Their protocol lists hydroxychloroquine with azithromycin or doxycycline, or favipiravir, which is available in Japan. For respiratory symptoms they suggest prednisone and/or colchicine. For suspected clotting, aspirin and/or blood thinners.

The death rate for patients sick enough to be admitted to a hospital is quite high, warn McCullough and his colleagues.

“Most patients who arrive to the hospital by emergency medical services with COVID-19 do not initially require forms of advanced medical care,” they point out in the abstract.

But once hospitalized, about 25% “require mechanical ventilation, advanced circulatory support, or renal replacement therapy.”

“Hence, it is conceivable that some if not a majority of hospitalizations could be avoided with a treat-at-home first approach with appropriate telemedicine monitoring and access to oxygen and therapeutics,” they write.
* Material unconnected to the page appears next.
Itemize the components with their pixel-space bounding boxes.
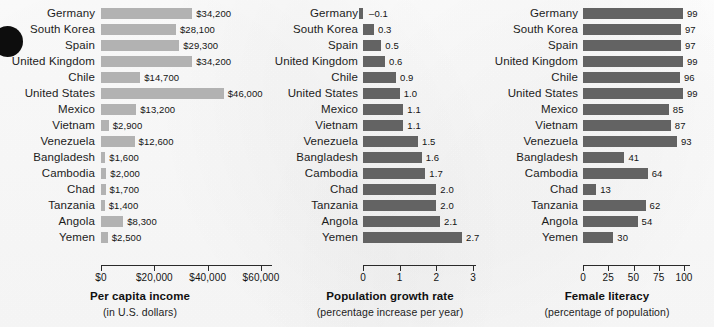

The Association of American Physicians and Surgeons, in a statement highlighting McCullough’s paper, said anyone hospitalized will “probably be a prisoner with no visits from family, clergy, or the doctor of your choice.”

“Unfortunately, many doctors will provide nothing besides an order to get a test, and advice on when to go to the emergency room,” AAPS said. “They are told by their employer or their medical society or public health officials that there is nothing they can do.”
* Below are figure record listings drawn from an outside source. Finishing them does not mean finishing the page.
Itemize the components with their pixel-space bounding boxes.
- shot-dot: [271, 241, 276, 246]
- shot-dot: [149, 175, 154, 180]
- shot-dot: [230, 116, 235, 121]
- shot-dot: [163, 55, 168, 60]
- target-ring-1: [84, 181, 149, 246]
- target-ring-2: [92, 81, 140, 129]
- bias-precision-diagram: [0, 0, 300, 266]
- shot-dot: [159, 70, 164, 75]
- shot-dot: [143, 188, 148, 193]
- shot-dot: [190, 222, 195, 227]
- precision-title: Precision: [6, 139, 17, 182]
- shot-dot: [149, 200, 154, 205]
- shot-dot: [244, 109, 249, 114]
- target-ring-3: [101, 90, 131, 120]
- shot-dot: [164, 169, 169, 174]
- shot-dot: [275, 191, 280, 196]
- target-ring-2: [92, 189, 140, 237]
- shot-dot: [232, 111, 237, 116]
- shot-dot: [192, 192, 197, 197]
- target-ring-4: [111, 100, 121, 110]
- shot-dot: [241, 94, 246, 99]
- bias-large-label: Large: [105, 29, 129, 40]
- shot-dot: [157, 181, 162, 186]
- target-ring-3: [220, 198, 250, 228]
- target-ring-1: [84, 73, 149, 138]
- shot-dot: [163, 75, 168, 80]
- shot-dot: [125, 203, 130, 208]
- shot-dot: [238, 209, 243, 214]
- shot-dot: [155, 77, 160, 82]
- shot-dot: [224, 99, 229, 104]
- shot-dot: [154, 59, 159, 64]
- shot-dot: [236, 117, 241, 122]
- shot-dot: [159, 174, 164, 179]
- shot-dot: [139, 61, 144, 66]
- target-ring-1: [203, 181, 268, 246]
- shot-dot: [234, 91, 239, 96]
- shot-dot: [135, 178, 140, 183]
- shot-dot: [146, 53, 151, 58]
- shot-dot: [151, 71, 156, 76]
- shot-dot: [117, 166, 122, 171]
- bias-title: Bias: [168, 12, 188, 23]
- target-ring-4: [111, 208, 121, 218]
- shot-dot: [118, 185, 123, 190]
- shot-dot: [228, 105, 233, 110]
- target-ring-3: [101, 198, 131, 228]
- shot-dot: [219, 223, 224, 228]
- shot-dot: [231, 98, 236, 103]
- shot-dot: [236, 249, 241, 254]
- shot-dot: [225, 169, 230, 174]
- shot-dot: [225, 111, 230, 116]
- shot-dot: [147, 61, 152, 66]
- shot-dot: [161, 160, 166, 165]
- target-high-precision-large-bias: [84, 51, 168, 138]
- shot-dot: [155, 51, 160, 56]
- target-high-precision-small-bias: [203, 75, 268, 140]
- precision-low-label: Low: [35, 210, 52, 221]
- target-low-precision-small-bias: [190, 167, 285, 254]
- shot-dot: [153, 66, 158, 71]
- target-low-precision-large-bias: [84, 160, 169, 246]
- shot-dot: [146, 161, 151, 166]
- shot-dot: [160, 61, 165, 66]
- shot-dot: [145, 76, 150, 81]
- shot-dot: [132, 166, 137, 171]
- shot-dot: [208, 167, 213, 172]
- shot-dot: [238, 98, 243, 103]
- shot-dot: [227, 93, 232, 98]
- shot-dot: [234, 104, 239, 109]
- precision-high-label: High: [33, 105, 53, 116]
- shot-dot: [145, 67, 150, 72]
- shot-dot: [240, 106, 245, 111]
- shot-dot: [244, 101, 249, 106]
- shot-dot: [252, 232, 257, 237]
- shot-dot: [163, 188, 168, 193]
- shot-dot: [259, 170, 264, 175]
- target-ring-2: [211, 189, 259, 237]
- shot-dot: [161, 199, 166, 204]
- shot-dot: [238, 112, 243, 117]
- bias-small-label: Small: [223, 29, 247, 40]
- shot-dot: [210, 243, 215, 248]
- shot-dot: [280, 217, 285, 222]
Definitive randomized controlled trials for the protocols are not yet available, but McCullough and his colleagues “emphasize the immediate need for management guidance.”

The American Medical Association and others do not recommend home treatment, AAPS points out. They advise merely waiting for the promised vaccine.

Patients need to call their doctors, AAPS emphasized, and ask whether they are willing to read the McCullough paper or other studies about out-patient treatment with hydroxychloroquine and prescribe it.

“It is important for patients to have a trusted physician who shares their views,” AAPS said.

AAPS on Monday noted the FDA has denied a request for emergency use of hydroxychloroquine after a clinical trial showed it to be effective.

However, the anti-malaria drug, which has been safely used for more than six decades, can be used to treat COVID-19 off label.

The FDA “continues to obstruct the use of a long-established antimicrobial that can also be used in outpatients, to prevent the need for hospitalization,” said Dr. Jane Orient, the AAPS executive director.

Orient noted a research team with the Henry Ford Health System in Detroit filed a request with the FDA for emergency use authorization for preventive and early treatment of COVID-19 with hydroxychloroquine. The request came after the researchers found hospitalized patients showed a 51% reduction in mortality.

“Because of FDA’s negative statements about HCQ (hydroxychloroquine), patients are having great difficulty in obtaining HCQ,” Orient said.

She pointed out that it could cost tens of thousands of lives, according to Yale professor of epidemiology Harvey Risch.

Risch told Fox News host Mark Levin on Sunday he has never seen anything like the current campaign to suppress the use of the life-saving treatment and even information about it.

A global analysis showed a 79% difference in mortality with the use of hydroxychloroquine.